Mr. ––– administered the Sacrament here to-day, the first
time it was ever administered by Episcopalians in Ashland. There were fifty
communicants, the large majority of them refugees. Our society here has been
greatly improved by the refugees from Fredericksburg. The hotel is full. The
Goodwins have rented the last vacant cottage, and are boarding others. The Roberts,
with their three pretty young daughters and son, occupy the ball-room of the
hotel. The dressing-room makes a pleasant chamber, and the long dancing-room,
partitioned off into rooms by the suspension of their handsome crimson damask
curtains, is very pretty, and, for spring and summer use, makes very
comfortable apartments. They saved some of their furniture, and are nicely
fixed for refugees, who must do the best they can, and be thankful it is no
worse. The Chinns seem very happy in the old billiard-rooms; the large room
answers the double purpose of dining-room and parlour, and the smaller rooms,
which I am afraid were once used for card-playing when this place was a summer
resort, are now put to a better use, as sleeping apartments and kitchen for
three most agreeable families. One family in the opposite cottage has
interested us very much. Mr. Wade (the husband) was an Englishman, who had been
in office in Washington; he resigned and came South on the breaking out of the
war, placed his family in Richmond, and joined our army; he was not young or healthy,
and soon was broken down by the service; he was then made clerk in the
Quartermaster's Department, and removed his family to Ashland for cheapness. He
was very highly educated and gentlemanly, and his coming here seems to me very
mysterious. Soon after his removal to this place he grew worse and died. His
wife and five children were left penniless and friendless. They seemed to have
no acquaintances, however slight. The villagers, from their limited resources,
raised a sum for her present support, and after much difficulty procured her a
situation in the Note-signing Department. She goes into the city every morning
on the cars, as do several other ladies to the duties of their offices, leaving
her children to the care of a faithful coloured nurse, whom she never saw until
two months ago. We have taught her the art of making soap of concentrated ley,
and often when she gets on the train, a basket may be seen in the freight-train
filled with soap, which she sells to the grocers or commissaries. She is an interesting-looking
woman, Northern born and educated. Her father, she says, is a Colonel in the
Yankee army. She wrote to him again and again, and one of our gentlemen did the
same, representing her case.
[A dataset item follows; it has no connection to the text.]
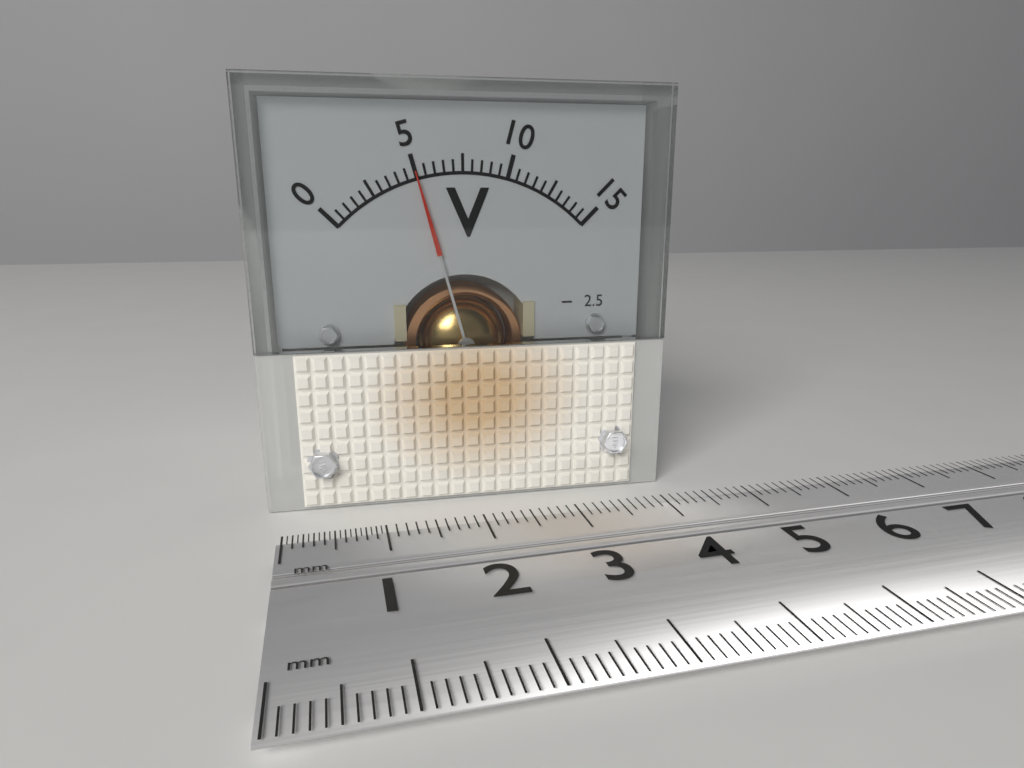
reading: 5.0 V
After long silence he has written to her a short
letter, which she showed me, inviting her, in rather an indifferent manner, to
come to Georgetown, where her mother is now staying, but remits her no money to
pay her passage or to support her here. Our gentlemen have interested Mr.
Lawley, an Englishman of some note in Richmond, in her case; and her husband
having been a British subject, he may be enabled to get her a passport and a
free passage on the flag-of-truce boat.